"There now! Who'd ever think of that?" said Bunting. "I should say
that man 'ud got something on his conscience, wouldn't you?"
"Well, I needn't stay now," said Joe's good-natured friend. "You
show your friends round, Chandler. You knows the place nearly as
well as I do, don't you?"
He smiled at Joe's visitors, as if to say good-bye, but it seemed
that he could not tear himself away after all.
"Look here," he said to Bunting. "In this here little case are the
tools of Charles Peace. I expect you've heard of him."
"I should think I have!" cried Bunting eagerly.
"Many gents as comes here thinks this case the most interesting of
all. Peace was such a wonderful man! A great inventor they say he
would have been, had he been put in the way of it. Here's his
ladder; you see it folds up quite compactly, and makes a nice little
bundle--just like a bundle of old sticks any man might have been
seen carrying about London in those days without attracting any
attention. Why, it probably helped him to look like an honest
working man time and time again, for on being arrested he declared
most solemnly he'd always carried that ladder openly under his arm."

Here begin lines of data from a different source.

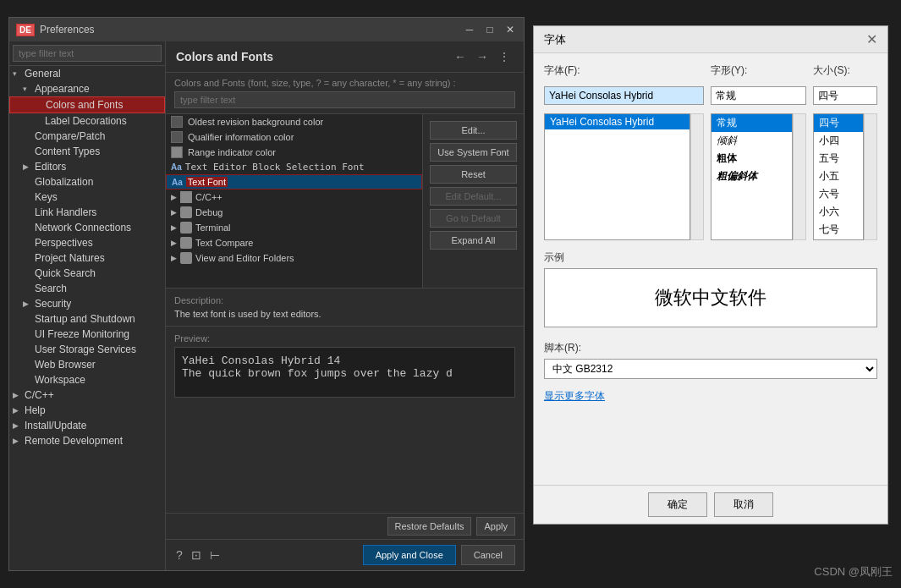 The height and width of the screenshot is (588, 901). What do you see at coordinates (294, 243) in the screenshot?
I see `tree-node-text-compare: ▶ Text Compare` at bounding box center [294, 243].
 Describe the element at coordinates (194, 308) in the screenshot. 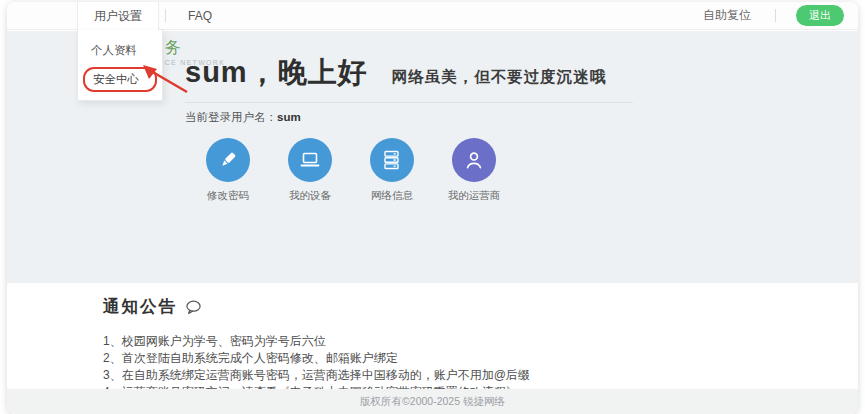

I see `speech-bubble-icon` at that location.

"The daring of that!" cried Bunting.
"Yes, and when the ladder was opened out it could reach from the
ground to the second storey of any old house. And, oh! how clever
he was! Just open one section, and you see the other sections open
automatically; so Peace could stand on the ground and force the
thing quietly up to any window he wished to reach. Then he'd go
away again, having done his job, with a mere bundle of old wood
under his arm! My word, he was artful! I wonder if you've heard
the tale of how Peace once lost a finger. Well, he guessed the
constables were instructed to look out for a man missing a finger;
so what did he do?"
"Put on a false finger," suggested Bunting.
"No, indeed! Peace made up his mind just to do without a hand
altogether. Here's his false stump: you see, it's made of wood
--wood and black felt? Well, that just held his hand nicely.
Why, we considers that one of the most ingenious contrivances in
the whole museum."
Meanwhile, Daisy had let go her hold of her father. With Chandler
in delighted attendance, she had moved away to the farther end of
the great room, and now she was bending over yet another glass case.
"Whatever are those little bottles for?" she asked wonderingly.